Tamihere murder trial evidence ‘all a lie’, court told
‘‘It was all a lie’’: that is the allegation levelled at a jailhouse informant who gave evidence at David Tamihere’s 1990 double-murder trial.
The man, known as ‘‘Witness C’’, gave evidence at the original trial that Tamihere confessed to him in prison that he killed Swedish tourists Urban Hoglin and Heidi Paakkonen after he sexually assaulted them, before dumping their bodies at sea. He also claimed Tamihere gave Hoglin’s watch to his son.
Tamihere was convicted of the Swedes’ murders and served 20 years in prison.
Witness C is now being tried in the High Court at Auckland for perjury. Self-proclaimed jailhouse lawyer Arthur Taylor is behind the private prosecution and is being represented by lawyer Murray Gibson.
Gibson told the jury yesterday how, after Tamihere’s conviction, Witness C signed an affidavit before a solicitor in 1995, saying Tamihere never made any confessions and that police had fed him the information. He alleged that police offered him up to $100,000 and help with parole.
In 2007, Gibson claimed Witness C wrote to Tamihere again, detailing his false claims.

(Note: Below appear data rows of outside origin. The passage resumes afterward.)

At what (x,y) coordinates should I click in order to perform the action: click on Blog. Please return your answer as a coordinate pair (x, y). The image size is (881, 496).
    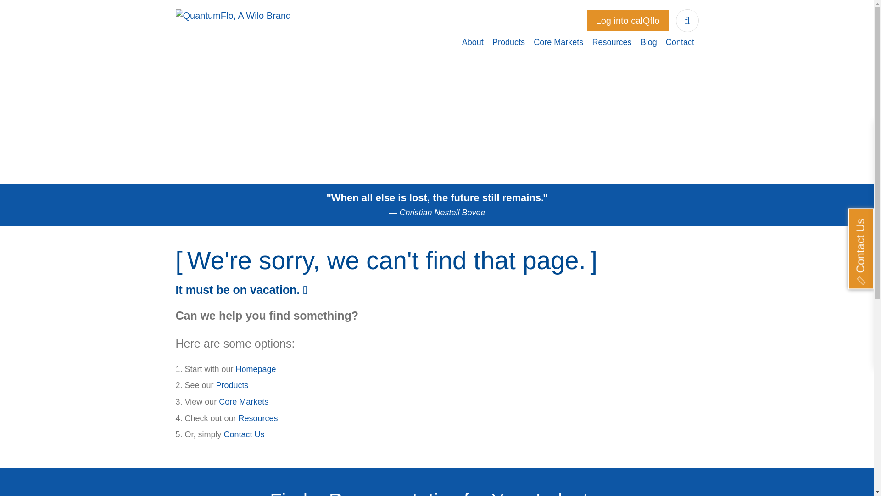
    Looking at the image, I should click on (649, 43).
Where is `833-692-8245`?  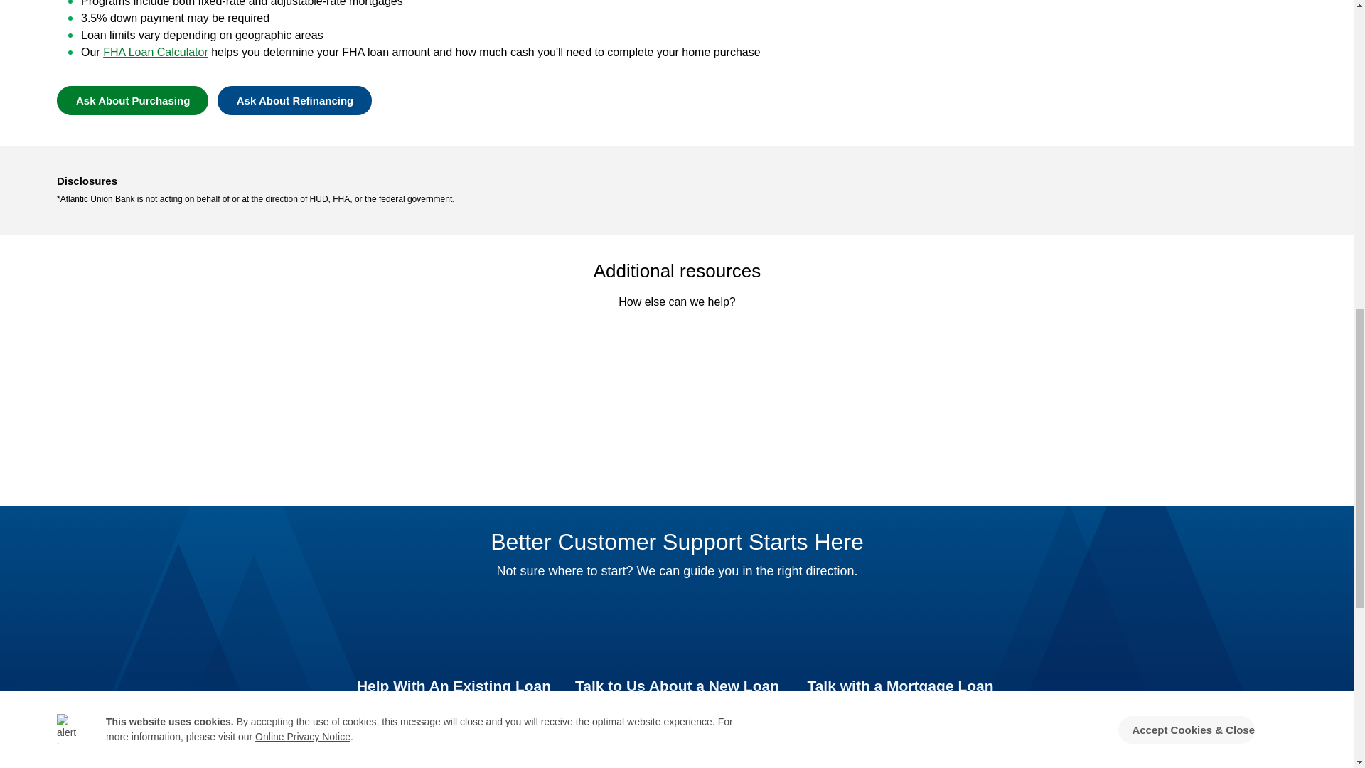 833-692-8245 is located at coordinates (677, 706).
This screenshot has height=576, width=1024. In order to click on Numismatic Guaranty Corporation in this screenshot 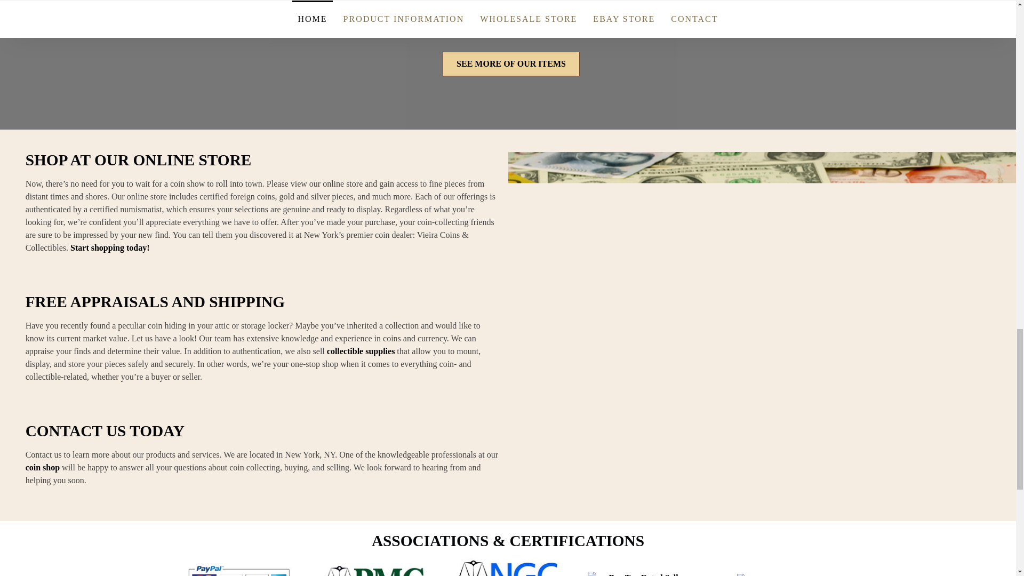, I will do `click(508, 567)`.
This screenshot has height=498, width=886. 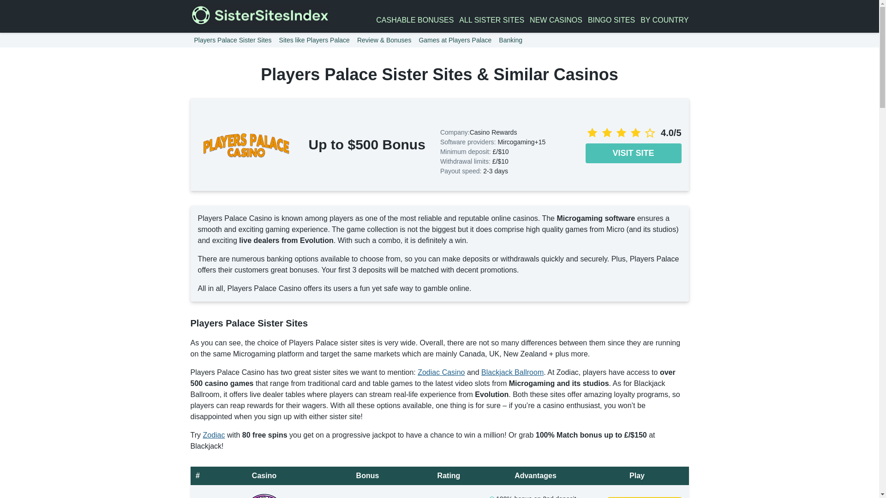 What do you see at coordinates (644, 498) in the screenshot?
I see `VISIT SITE` at bounding box center [644, 498].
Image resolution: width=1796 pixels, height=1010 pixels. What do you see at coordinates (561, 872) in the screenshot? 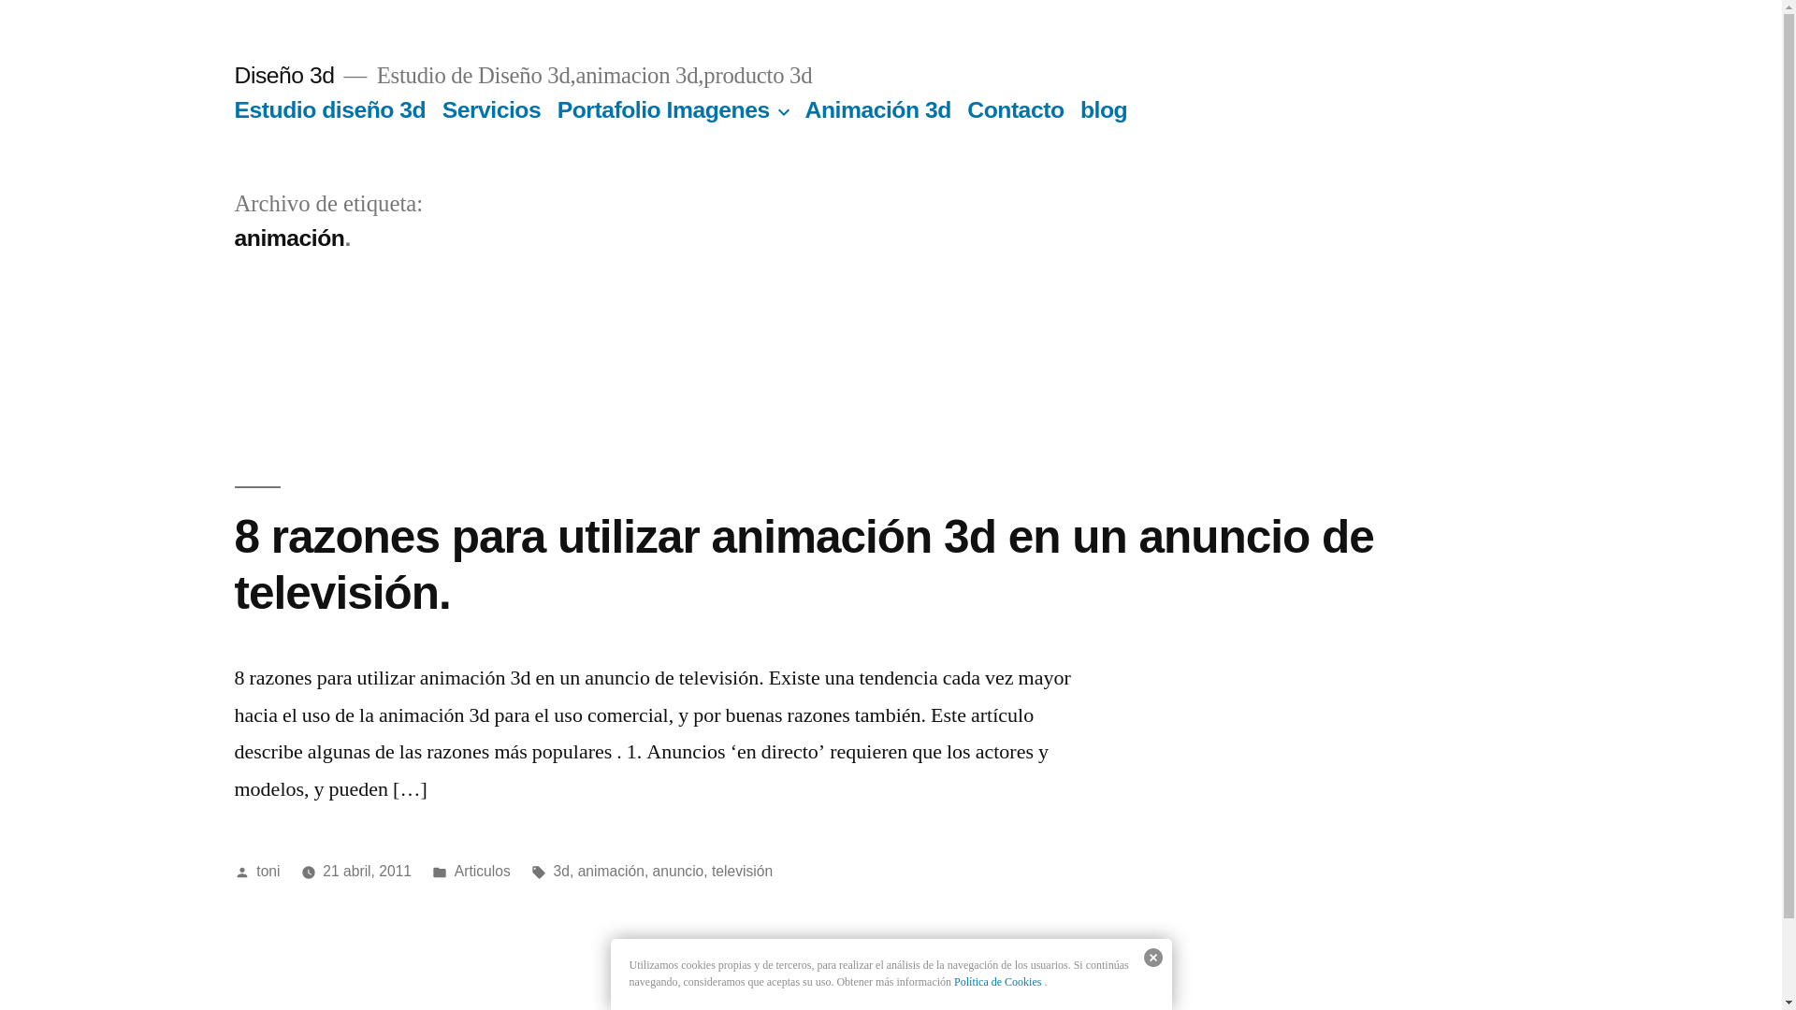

‘‘We have got a murder trial, no bodies located, you can imagine a witness such as [Witness C] would be persuasive and would be very significant. But ... the prosecution says it was all a lie. And [Witness C] in his affidavit and subsequent letter in 2007 admitted as much.’’
The 2007 letter would be proven to be written by Witness C, he said.
Defence counsel Adam Simperingham said ‘‘there was no perjury’’. He told the jury that although the evidence Witness C gave at the trial was incorrect, he was only relaying what Tamihere had disclosed to him.
He told the jury to consider whether Tamihere had intentionally given false accounts of what had happened to muddy the waters of what really happened.
Tamihere’s brother and former Labour politician, John Tamihere, took the stand and explained how Witness C phoned him in 1995, saying he wanted to recant.
‘‘I was somewhat skeptical about the conversation.’’
A further two conversations were had with Witness C, in which John Tamihere told him recanting his evidence could have serious ramifications. Eventually, he was convinced that Witness C’s intentions were pure.
Ten months after Tamihere’s conviction, Hoglin’s remains and his watch were discovered in the Coromandel about 70km from where the murders were alleged to have taken place. Paakkonen’s remains have never been found.
Witness C faces eight charges of perjury and one charge of obstruction of justice for giving false evidence.